Lorrie Moore said, “It’s been a long time since a first book contained this much wisdom and knowledge of the world.” The Given World is “an immensely rewarding and remarkable debut” (Kirkus Reviews, starred review).

Reading Group Guide

This reading group guide for The Given World includes an introduction, discussion questions, ideas for enhancing your book club, and a Q&A with author Marian Palaia. The suggested questions are intended to help your reading group find new and interesting angles and topics for your discussion. We hope that these ideas will enrich your conversation and increase your enjoyment of the book.

 

Introduction

In her riveting debut novel, Marian Palaia courageously explores love, loss, and survival, offering a candid and unforgettable look at what it means to be human. Unable to come to terms with the disappearance of her beloved brother in Vietnam, Riley leaves her home in Montana behind and sets out on a wild and uncertain journey to find peace. From San Francisco to Saigon, she mingles with a cast of tragic figures and misfits—people from all walks of life, bound by the unspeakable suffering they have endured and their fierce struggle to recover some of that which they have lost. Spanning more than twenty-five years, the coming-of-age story of one injured but indefatigable young woman explodes into a stunning portrait of a family, a generation, and a world rocked by war—and still haunted by it long after.

 

Topics for Discussion 

1. Why does Riley leave her home in Montana? What informs the choices she makes about where she travels? Does she ultimately find what she is seeking in each place?

2. How do Riley’s parents respond to her departure and her long absence? Consider how the author uses shifts in point of view to reveal this information. Are the reactions of Riley’s parents expected? Surprising?

3. In the first chapter of the book, Riley says: “They say our early memories are really memories of what we think we remember—stories we tell ourselves—and as we grow older, we re-remember, and often get it wrong along the way. I’m willing to believe that, but I still trust some of my memories.” Is Riley a reliable narrator? How can we determine it? What does the novel seem to indicate about the nature of memory? Is memory a benefit or a curse?

4. Many works of literature depict the effects of war on soldiers, but The Given World offers a look at the effects of war on those left behind. Why might the author have chosen to focus on civilian life rather than on the soldiers? How are those civilians affected by the war?  What commonalities are there in the effects of the war on the civilians and on the soldiers who have made it home?

5. The novel features a relatively large cast of characters. What common experiences or feelings do they seem to share?
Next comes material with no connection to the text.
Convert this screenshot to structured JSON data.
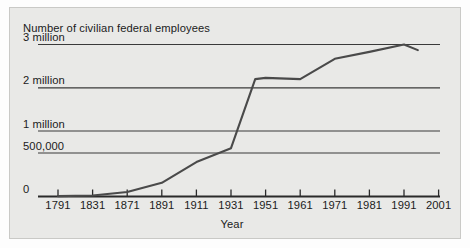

What message or messages does the book contain about common experience and what it means to be human?  

6. How is redemption treated in the novel? What about faith, hope, forgiveness, reconciliation: do they contribute to redemption?

7. Many of the characters featured in the book are addicts. Discuss the author’s treatment of addiction and recovery.

8. Riley goes by many names within the story. She creates some of the names herself, but is also given various names and nicknames by others. Is the variety of her names related to the theme of identity?

9. Loss is a recurring motif within the novel. What examples of loss occur? Could any have been prevented? How do the characters left behind cope with it? How do they grieve? Do they find meaning or comfort in grieving?

10. The novel exposes various cultural prejudices based on race, gender, and sexual preference. Describe some examples. Do you think such prejudices have waned in the present era?

11. Many of the characters in the novel keep secrets and tell lies. What are some of the lies, and why do the characters choose not to tell the truth? Do any of the characters ultimately come clean? If so, how is the revelation received? What message or messages does the book ultimately offer on the subject of truth?

12. When Riley wanted to know the meaning of what she found in Frank’s books, Frank responded that “most of the time there was no single meaning; a lot depended on who was trying to figure it out, and what they brought with them to the show.” What did he mean? Do you agree with him? If so, what can it teach us about the way we read and interpret literature?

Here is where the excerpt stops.